Nicotine without smoke – why electronic cigarettes can improve public health

 

Picture by: Nam Y. Huh / AP/Press Association Images.
Picture by: Nam Y. Huh / AP/Press Association Images.

Fresh North East has welcomed a report that concludes electronic cigarettes are a safer alternative to smoking.

The report released today from the Royal College of Physicians has found that e-cigarettes are likely to be beneficial to UK public health.

Smokers can therefore be reassured and encouraged to use them, and the public can be reassured that e-cigarettes are much safer than smoking.

The director of the dedicated anti-smoking service Fresh, which was the first of its kind in the UK, hopes that this will be a reassurance to smokers in the North East who still have concerns about the dangers of e-cigarettes.

A recent survey in the region found that over 54 per cent of people who smoke disagreed e-cigarettes were less harmful than tobacco, and more than 1 in 5 people nationwide thought that they were equally bad to health or were simply unaware of the risks.

Director Ailsa Rutter said: “There are many ways to help make quitting easier, but for smokers who find it hard to stop, the evidence is building that electronic cigarettes are a much safer option”

“Tobacco is a product that kills 1 in 2 lifelong smokers and this level of risk is not comparable to electronic cigarettes. But it is a concern too many smokers see electronic cigarettes as just as harmful. It is not the nicotine which kills so many people, but all the other poisons in tobacco, such as carbon monoxide.”

Since e-cigarettes became available in the UK in 2007, their use has been surrounded by medical and public controversy with many people believing that they are a “gateway to cigarettes” or “normalising smoking”.

The report also reveals that there is no evidence to suggest that either of these theories are true and, in fact, none of the available products to date, along with other nicotine replacement therapies (NRT), have ever attracted significant use in never-smokers.

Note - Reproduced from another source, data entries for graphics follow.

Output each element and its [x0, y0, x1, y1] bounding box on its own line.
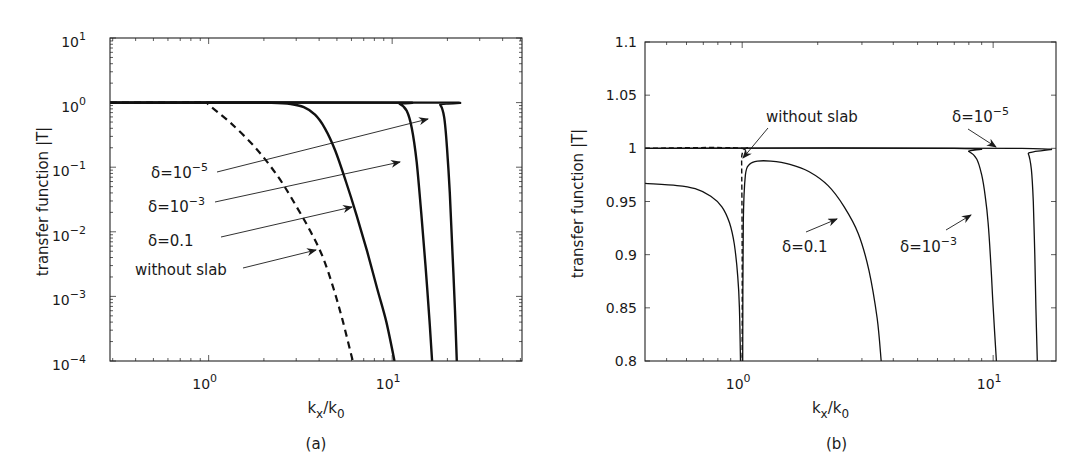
axis-ticks: [645, 42, 1056, 361]
x-tick-label: 100: [726, 372, 751, 392]
x-tick-label: 100: [192, 372, 217, 392]
annotation-arrow-icon: [215, 162, 400, 202]
y-tick-label: 0.85: [606, 300, 637, 316]
panel-label: (b): [826, 435, 847, 453]
y-tick-label: 10−3: [52, 288, 86, 308]
panel-b-chart: 1001011.11.0510.950.90.850.8kx​/k0​trans…: [569, 34, 1056, 453]
series-group: [645, 148, 1052, 361]
y-tick-label: 10−2: [52, 224, 86, 244]
annotation-label: δ=10−5: [151, 161, 208, 182]
panel-label: (a): [306, 435, 327, 453]
series-without-slab: [110, 102, 353, 361]
x-axis-title: kx​/k0​: [307, 399, 344, 421]
annotation-label: without slab: [135, 261, 227, 279]
x-axis-title: kx​/k0​: [812, 399, 849, 421]
x-tick-label: 101: [376, 372, 401, 392]
annotation-label: δ=10−3: [900, 235, 957, 256]
annotation-label: δ=0.1: [782, 238, 828, 256]
figure-canvas: 10010110110010−110−210−310−4kx​/k0​trans…: [0, 0, 1075, 470]
axes-box: [645, 42, 1056, 361]
annotation-arrow-icon: [217, 119, 428, 172]
annotation-label: without slab: [766, 108, 858, 126]
annotation-arrow-icon: [968, 129, 996, 147]
annotation-label: δ=0.1: [148, 232, 194, 250]
annotation-arrow-icon: [221, 207, 352, 237]
y-tick-label: 0.8: [615, 353, 637, 369]
annotation-label: δ=10−3: [148, 195, 205, 216]
panel-a-chart: 10010110110010−110−210−310−4kx​/k0​trans…: [34, 30, 522, 453]
y-axis-title: transfer function |T|: [34, 127, 52, 276]
annotation-label: δ=10−5: [952, 105, 1009, 126]
tick-labels: 10010110110010−110−210−310−4: [52, 30, 401, 392]
annotations: δ=10−5δ=10−3δ=0.1without slab: [135, 119, 428, 279]
annotations: without slabδ=10−5δ=0.1δ=10−3: [743, 105, 1009, 256]
series-without-slab: [645, 148, 748, 361]
series--0-1: [743, 161, 882, 361]
annotation-arrow-icon: [743, 128, 768, 158]
y-axis-title: transfer function |T|: [569, 129, 587, 278]
y-tick-label: 10−1: [52, 159, 86, 179]
annotation-arrow-icon: [946, 215, 971, 230]
y-tick-label: 0.9: [615, 247, 637, 263]
y-tick-label: 1.05: [606, 87, 637, 103]
figure: 10010110110010−110−210−310−4kx​/k0​trans…: [0, 0, 1075, 470]
annotation-arrow-icon: [806, 219, 837, 232]
y-tick-label: 10−4: [52, 353, 86, 373]
annotation-arrow-icon: [243, 250, 316, 268]
series--0-1-below-k0-: [645, 183, 741, 361]
y-tick-label: 100: [61, 95, 86, 115]
y-tick-label: 0.95: [606, 194, 637, 210]
y-tick-label: 1.1: [615, 34, 637, 50]
y-tick-label: 101: [61, 30, 86, 50]
tick-labels: 1001011.11.0510.950.90.850.8: [606, 34, 1002, 392]
y-tick-label: 1: [628, 140, 637, 156]
x-tick-label: 101: [977, 372, 1002, 392]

Deborah Arnott, Chief Executive of health charity ASH, said: “The RCP report has looked at the evidence and it is clear that it is the smoke in tobacco not the nicotine that makes cigarettes so deadly.

“Electronic cigarette vapour does not contain smoke, which is why vaping is much less harmful than tobacco cigarettes.

“Smokers should be reassured that switching to vaping is a positive and sensible life choice, which can help them quit smoking.”

The possibility of some harm from long-term e-cigarette use cannot be dismissed due to inhalation of the ingredients other than nicotine, but is likely to be very small, and substantially smaller than that arising from tobacco smoking.

With appropriate product standards to minimise exposure to the other ingredients, it should be possible to reduce risks of physical health still further.

Although, it is not possible to estimate the long-term health risks associated with e-cigarettes precisely, the available data suggest that they are unlikely to exceed 5 per cent of those associated with smoked tobacco products, and may well be substantially lower than this figure.

Director Rutter added: “Stop smoking services in the North East will also provide quitting support to people using their own electronic cigarettes to quit.”